As her imagination turned, she came up with the idea of a man framed for a crime he didn’t commit who flees to Scotland, where he indulges in a string of illicit affairs, resulting in many children who, years later, are faced with questions of inheritance, guilt and innocence.
A series was born.
Critics have said of her books, “Her wry take on the realities of medieval life infuses her entrancing love stories with immediacy and timeless motivations,” and “Funny, brave and fascinating, her characters glow against the backdrop of a clever storyline.”
“My books have been described as a little scary, very intense and they’re definitely heavy on history and heavy on historical religion,” she says.
Romance novels have been unjustly stereotyped, she believes, as lightly disguised excuses to portray lascivious tales.
But “the range of romance novels is incredibly vast,” Grothaus says.
Her books are “very action heavy, very history heavy,” she says. She doesn’t insult the intelligence of her audience. “These are some of the most intelligent readers around,” she says. “I want readers to feel like they have a better understanding of that time period.”
To churn out books at that pace demands a strict writing schedule. With three children, a husband and lots of family activities, she has to stick to a plan for productivity.
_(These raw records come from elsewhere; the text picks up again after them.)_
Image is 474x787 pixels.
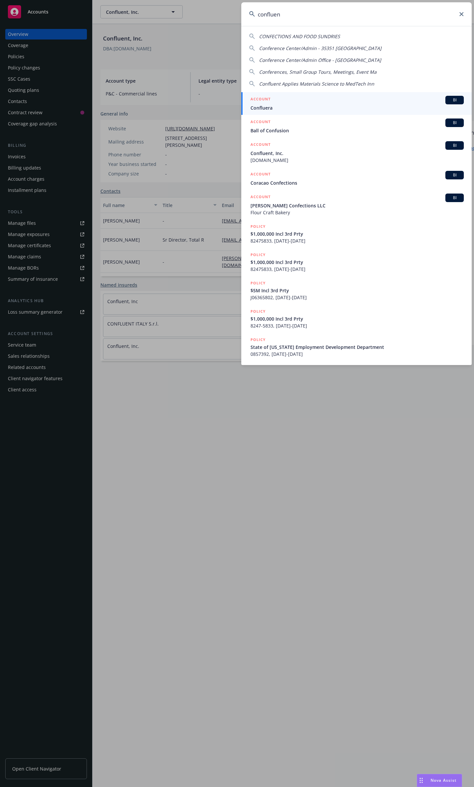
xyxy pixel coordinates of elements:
span: Confluent Applies Materials Science to MedTech Inn [259,81,374,87]
span: 82475833, [DATE]-[DATE] [251,237,464,244]
h5: ACCOUNT [251,171,271,179]
span: Flour Craft Bakery [251,209,464,216]
span: BI [448,172,461,178]
div: Drag to move [417,774,425,787]
span: [DOMAIN_NAME] [251,157,464,164]
h5: POLICY [251,336,266,343]
span: J06365802, [DATE]-[DATE] [251,294,464,301]
a: POLICY$1,000,000 Incl 3rd Prty82475833, [DATE]-[DATE] [241,248,472,276]
input: Search... [241,2,472,26]
span: Coracao Confections [251,179,464,186]
span: BI [448,120,461,126]
span: State of [US_STATE] Employment Development Department [251,344,464,351]
span: CONFECTIONS AND FOOD SUNDRIES [259,33,340,40]
span: $5M Incl 3rd Prty [251,287,464,294]
h5: POLICY [251,280,266,286]
span: BI [448,195,461,201]
span: 0857392, [DATE]-[DATE] [251,351,464,358]
span: Confluent, Inc. [251,150,464,157]
a: ACCOUNTBICoracao Confections [241,167,472,190]
button: Nova Assist [417,774,462,787]
h5: POLICY [251,308,266,315]
h5: POLICY [251,223,266,230]
a: ACCOUNTBIBall of Confusion [241,115,472,138]
span: $1,000,000 Incl 3rd Prty [251,230,464,237]
span: [PERSON_NAME] Confections LLC [251,202,464,209]
span: 8247-5833, [DATE]-[DATE] [251,322,464,329]
span: $1,000,000 Incl 3rd Prty [251,259,464,266]
h5: ACCOUNT [251,141,271,149]
span: $1,000,000 Incl 3rd Prty [251,315,464,322]
span: Conferences, Small Group Tours, Meetings, Event Ma [259,69,377,75]
a: ACCOUNTBIConfluera [241,92,472,115]
span: BI [448,143,461,148]
h5: ACCOUNT [251,119,271,126]
span: Conference Center/Admin - 35351 [GEOGRAPHIC_DATA] [259,45,382,51]
a: POLICY$5M Incl 3rd PrtyJ06365802, [DATE]-[DATE] [241,276,472,305]
span: BI [448,97,461,103]
a: POLICYState of [US_STATE] Employment Development Department0857392, [DATE]-[DATE] [241,333,472,361]
h5: ACCOUNT [251,194,271,201]
span: Ball of Confusion [251,127,464,134]
a: POLICY$1,000,000 Incl 3rd Prty8247-5833, [DATE]-[DATE] [241,305,472,333]
h5: ACCOUNT [251,96,271,104]
a: POLICY$1,000,000 Incl 3rd Prty82475833, [DATE]-[DATE] [241,220,472,248]
h5: POLICY [251,252,266,258]
span: Nova Assist [431,778,457,783]
a: ACCOUNTBIConfluent, Inc.[DOMAIN_NAME] [241,138,472,167]
a: ACCOUNTBI[PERSON_NAME] Confections LLCFlour Craft Bakery [241,190,472,220]
span: Conference Center/Admin Office - [GEOGRAPHIC_DATA] [259,57,381,63]
span: 82475833, [DATE]-[DATE] [251,266,464,273]
span: Confluera [251,104,464,111]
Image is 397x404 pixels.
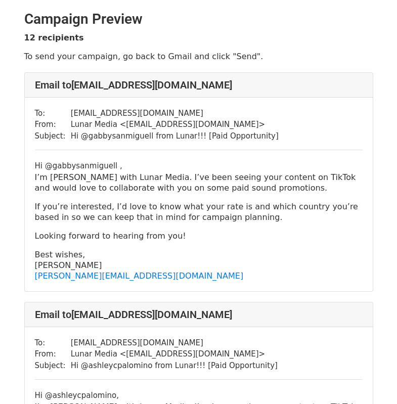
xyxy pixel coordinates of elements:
div: Hi @gabbysanmiguell , [35,160,362,281]
td: Lunar Media < [EMAIL_ADDRESS][DOMAIN_NAME] > [71,119,279,130]
p: Best wishes, [PERSON_NAME] [35,249,362,281]
strong: 12 recipients [24,33,84,42]
h2: Campaign Preview [24,11,373,28]
td: Hi @gabbysanmiguell from Lunar!!! [Paid Opportunity] [71,130,279,142]
a: [PERSON_NAME][EMAIL_ADDRESS][DOMAIN_NAME] [35,271,244,281]
td: To: [35,108,71,119]
td: Lunar Media < [EMAIL_ADDRESS][DOMAIN_NAME] > [71,348,277,360]
td: Subject: [35,360,71,372]
p: If you’re interested, I’d love to know what your rate is and which country you’re based in so we ... [35,201,362,222]
h4: Email to [EMAIL_ADDRESS][DOMAIN_NAME] [35,308,362,320]
p: Looking forward to hearing from you! [35,230,362,241]
td: From: [35,119,71,130]
td: [EMAIL_ADDRESS][DOMAIN_NAME] [71,108,279,119]
td: From: [35,348,71,360]
td: Subject: [35,130,71,142]
td: Hi @ashleycpalomino from Lunar!!! [Paid Opportunity] [71,360,277,372]
h4: Email to [EMAIL_ADDRESS][DOMAIN_NAME] [35,79,362,91]
td: To: [35,337,71,349]
td: [EMAIL_ADDRESS][DOMAIN_NAME] [71,337,277,349]
p: To send your campaign, go back to Gmail and click "Send". [24,51,373,62]
p: I’m [PERSON_NAME] with Lunar Media. I’ve been seeing your content on TikTok and would love to col... [35,172,362,193]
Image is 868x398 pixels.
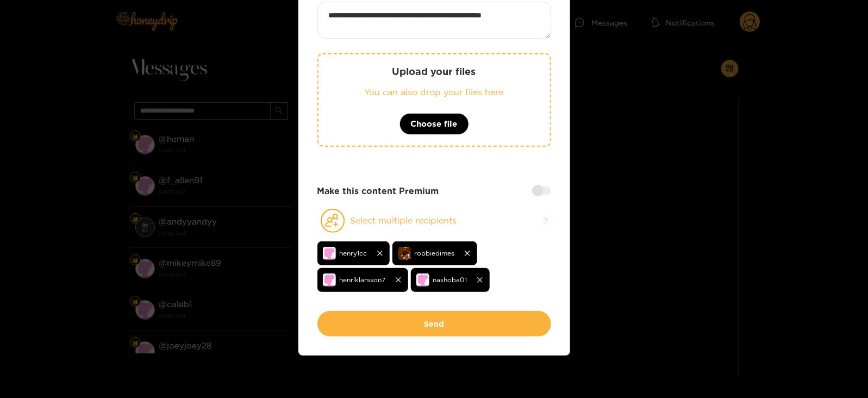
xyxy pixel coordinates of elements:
[398,247,411,260] img: upxnl-screenshot_20250725_032726_gallery.jpg
[411,118,458,130] span: Choose file
[415,247,455,260] span: robbiedimes
[341,65,528,78] p: Upload your files
[340,274,386,286] span: henriklarsson7
[434,274,467,286] span: nashoba01
[340,247,368,260] span: henry1cc
[318,185,440,197] strong: Make this content Premium
[323,274,336,286] img: no-avatar.png
[318,311,551,336] button: Send
[323,247,336,260] img: no-avatar.png
[341,86,528,98] p: You can also drop your files here
[400,113,469,135] button: Choose file
[417,274,430,286] img: no-avatar.png
[318,208,551,234] button: Select multiple recipients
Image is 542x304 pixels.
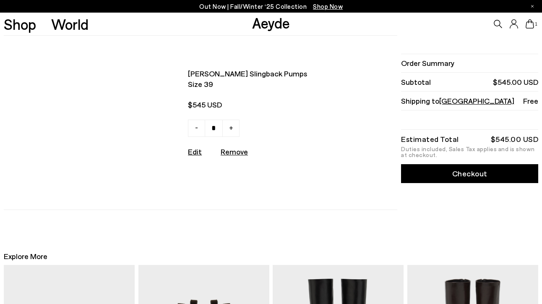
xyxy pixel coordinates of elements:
a: Shop [4,17,36,31]
li: Order Summary [401,54,538,73]
div: $545.00 USD [491,136,539,142]
u: Remove [221,147,248,156]
a: World [51,17,89,31]
a: - [188,120,205,137]
span: Size 39 [188,79,341,89]
span: + [229,122,233,132]
p: Out Now | Fall/Winter ‘25 Collection [199,1,343,12]
a: Checkout [401,164,538,183]
li: Subtotal [401,73,538,91]
span: [PERSON_NAME] slingback pumps [188,68,341,79]
span: 1 [534,22,538,26]
span: Navigate to /collections/new-in [313,3,343,10]
span: Shipping to [401,96,514,106]
a: Aeyde [252,14,290,31]
div: Estimated Total [401,136,459,142]
span: [GEOGRAPHIC_DATA] [439,96,514,105]
a: Edit [188,147,202,156]
a: + [222,120,240,137]
span: $545.00 USD [493,77,538,87]
span: - [195,122,198,132]
a: 1 [526,19,534,29]
div: Duties included, Sales Tax applies and is shown at checkout. [401,146,538,158]
img: AEYDE-FERNANDA-NAPPA-LEATHER-BLACK-1_c2daeea2-c239-46a2-91b9-0ed8d3f1a28a_580x.jpg [4,36,145,209]
span: Free [523,96,538,106]
span: $545 USD [188,99,341,110]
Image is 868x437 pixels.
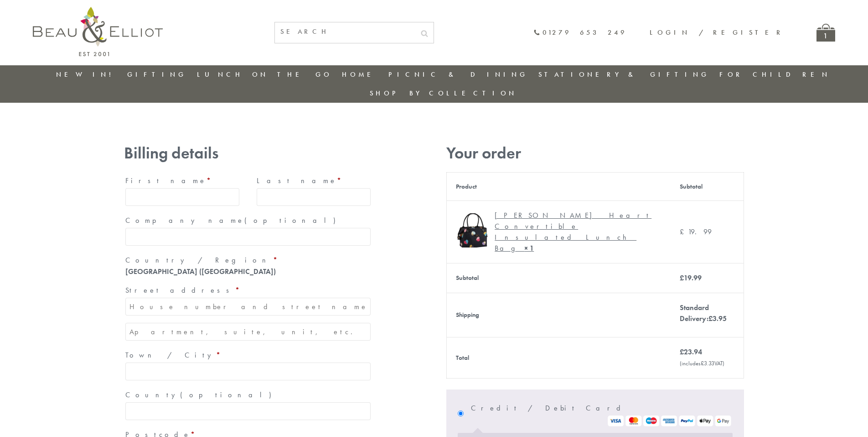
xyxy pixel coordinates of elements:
[125,174,239,188] label: First name
[680,273,684,283] span: £
[370,88,517,98] a: Shop by collection
[495,210,655,254] div: [PERSON_NAME] Heart Convertible Insulated Lunch Bag
[456,210,661,254] a: Emily convertible lunch bag [PERSON_NAME] Heart Convertible Insulated Lunch Bag× 1
[446,172,671,200] th: Product
[125,322,371,340] input: Apartment, suite, unit, etc. (optional)
[680,347,702,356] bdi: 23.94
[701,359,714,367] span: 3.33
[446,263,671,293] th: Subtotal
[680,226,688,236] span: £
[446,337,671,378] th: Total
[245,215,341,225] span: (optional)
[680,302,726,323] label: Standard Delivery:
[533,29,627,36] a: 01279 653 249
[275,22,416,41] input: SEARCH
[539,70,710,79] a: Stationery & Gifting
[342,70,379,79] a: Home
[56,70,117,79] a: New in!
[124,144,372,162] h3: Billing details
[671,172,744,200] th: Subtotal
[446,293,671,337] th: Shipping
[125,283,371,298] label: Street address
[125,266,276,276] strong: [GEOGRAPHIC_DATA] ([GEOGRAPHIC_DATA])
[680,359,725,367] small: (includes VAT)
[33,7,163,56] img: logo
[650,28,784,37] a: Login / Register
[388,70,528,79] a: Picnic & Dining
[701,359,704,367] span: £
[446,144,744,162] h3: Your order
[709,314,712,323] span: £
[680,226,711,236] bdi: 19.99
[680,347,684,356] span: £
[125,298,371,315] input: House number and street name
[709,314,726,323] bdi: 3.95
[607,415,732,426] img: Stripe
[257,174,371,188] label: Last name
[719,70,830,79] a: For Children
[525,243,533,253] strong: × 1
[816,24,835,41] a: 1
[456,213,490,248] img: Emily convertible lunch bag
[125,213,371,227] label: Company name
[680,273,702,283] bdi: 19.99
[125,348,371,362] label: Town / City
[471,401,732,426] label: Credit / Debit Card
[125,253,371,267] label: Country / Region
[125,388,371,402] label: County
[197,70,332,79] a: Lunch On The Go
[127,70,187,79] a: Gifting
[180,389,276,399] span: (optional)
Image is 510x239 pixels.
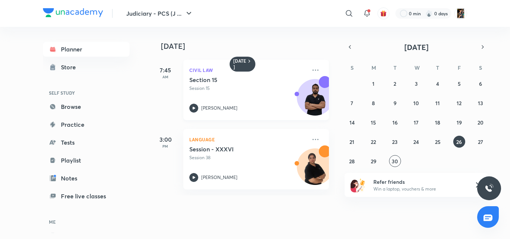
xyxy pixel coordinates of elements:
button: September 28, 2025 [346,155,358,167]
span: [DATE] [404,42,429,52]
abbr: September 25, 2025 [435,139,441,146]
abbr: September 28, 2025 [349,158,355,165]
abbr: September 17, 2025 [414,119,419,126]
p: [PERSON_NAME] [201,174,238,181]
abbr: September 15, 2025 [371,119,376,126]
abbr: September 5, 2025 [458,80,461,87]
button: avatar [378,7,390,19]
p: Civil Law [189,66,307,75]
img: Avatar [297,153,333,189]
a: Notes [43,171,130,186]
a: Tests [43,135,130,150]
button: September 3, 2025 [410,78,422,90]
button: September 4, 2025 [432,78,444,90]
a: Free live classes [43,189,130,204]
abbr: September 10, 2025 [413,100,419,107]
abbr: September 4, 2025 [436,80,439,87]
img: referral [351,178,366,193]
button: September 26, 2025 [453,136,465,148]
abbr: September 1, 2025 [372,80,375,87]
button: September 8, 2025 [367,97,379,109]
p: [PERSON_NAME] [201,105,238,112]
button: September 10, 2025 [410,97,422,109]
abbr: September 14, 2025 [350,119,355,126]
button: September 7, 2025 [346,97,358,109]
button: September 24, 2025 [410,136,422,148]
button: September 22, 2025 [367,136,379,148]
h4: [DATE] [161,42,336,51]
h6: SELF STUDY [43,87,130,99]
a: Playlist [43,153,130,168]
h5: 7:45 [151,66,180,75]
abbr: September 30, 2025 [392,158,398,165]
abbr: September 9, 2025 [394,100,397,107]
p: Session 15 [189,85,307,92]
abbr: September 8, 2025 [372,100,375,107]
p: AM [151,75,180,79]
p: PM [151,144,180,149]
img: ttu [485,184,494,193]
abbr: September 23, 2025 [392,139,398,146]
button: September 9, 2025 [389,97,401,109]
abbr: September 16, 2025 [392,119,398,126]
abbr: September 22, 2025 [371,139,376,146]
a: Planner [43,42,130,57]
button: September 29, 2025 [367,155,379,167]
abbr: Wednesday [415,64,420,71]
a: Browse [43,99,130,114]
p: Session 38 [189,155,307,161]
abbr: September 21, 2025 [350,139,354,146]
abbr: September 3, 2025 [415,80,418,87]
button: September 27, 2025 [475,136,487,148]
abbr: September 27, 2025 [478,139,483,146]
div: Store [61,63,80,72]
button: September 23, 2025 [389,136,401,148]
button: September 12, 2025 [453,97,465,109]
abbr: September 24, 2025 [413,139,419,146]
button: September 16, 2025 [389,117,401,128]
p: Language [189,135,307,144]
a: Company Logo [43,8,103,19]
abbr: Sunday [351,64,354,71]
button: September 6, 2025 [475,78,487,90]
abbr: September 12, 2025 [457,100,462,107]
a: Practice [43,117,130,132]
button: September 19, 2025 [453,117,465,128]
button: September 18, 2025 [432,117,444,128]
abbr: September 26, 2025 [456,139,462,146]
abbr: September 7, 2025 [351,100,353,107]
button: September 14, 2025 [346,117,358,128]
a: Store [43,60,130,75]
abbr: Thursday [436,64,439,71]
abbr: Saturday [479,64,482,71]
h5: Session - XXXVI [189,146,282,153]
h5: 3:00 [151,135,180,144]
abbr: September 2, 2025 [394,80,396,87]
button: [DATE] [355,42,478,52]
abbr: September 6, 2025 [479,80,482,87]
img: avatar [380,10,387,17]
button: Judiciary - PCS (J ... [122,6,198,21]
abbr: September 20, 2025 [478,119,484,126]
img: streak [425,10,433,17]
h6: ME [43,216,130,229]
button: September 30, 2025 [389,155,401,167]
button: September 15, 2025 [367,117,379,128]
abbr: Friday [458,64,461,71]
button: September 21, 2025 [346,136,358,148]
button: September 20, 2025 [475,117,487,128]
abbr: September 29, 2025 [371,158,376,165]
button: September 13, 2025 [475,97,487,109]
h5: Section 15 [189,76,282,84]
abbr: Tuesday [394,64,397,71]
button: September 17, 2025 [410,117,422,128]
button: September 5, 2025 [453,78,465,90]
button: September 2, 2025 [389,78,401,90]
button: September 25, 2025 [432,136,444,148]
img: Avatar [297,83,333,119]
button: September 11, 2025 [432,97,444,109]
h6: Refer friends [373,178,465,186]
abbr: Monday [372,64,376,71]
h6: [DATE] [233,58,246,70]
abbr: September 13, 2025 [478,100,483,107]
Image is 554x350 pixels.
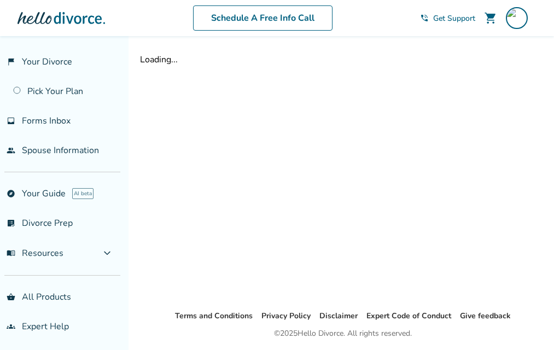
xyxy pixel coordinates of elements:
[22,115,71,127] span: Forms Inbox
[420,13,475,24] a: phone_in_talkGet Support
[7,247,63,259] span: Resources
[261,311,311,321] a: Privacy Policy
[7,57,15,66] span: flag_2
[506,7,528,29] img: amyetollefson@outlook.com
[7,189,15,198] span: explore
[433,13,475,24] span: Get Support
[7,116,15,125] span: inbox
[319,309,358,323] li: Disclaimer
[7,219,15,227] span: list_alt_check
[7,146,15,155] span: people
[484,11,497,25] span: shopping_cart
[420,14,429,22] span: phone_in_talk
[175,311,253,321] a: Terms and Conditions
[140,54,545,66] div: Loading...
[7,322,15,331] span: groups
[274,327,412,340] div: © 2025 Hello Divorce. All rights reserved.
[193,5,332,31] a: Schedule A Free Info Call
[460,309,511,323] li: Give feedback
[7,293,15,301] span: shopping_basket
[101,247,114,260] span: expand_more
[366,311,451,321] a: Expert Code of Conduct
[72,188,93,199] span: AI beta
[7,249,15,258] span: menu_book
“I have days when it’s Mom’s work days,” she says. “I have to go into my office and do my thing.”
She usually begins with a loose outline, but not a strict scene-by-scene formula.
“I’m more of a seat of the pants writer than a plotter,” she says. “I usually know how it’s going to end. I definitely know how it’s going to begin. It’s the middle part that has to be worked out as I write.”
And for inspiration, she can always return to the antique store in Bellevue, where she not only found the English plates she was looking for, but the idea for four more books.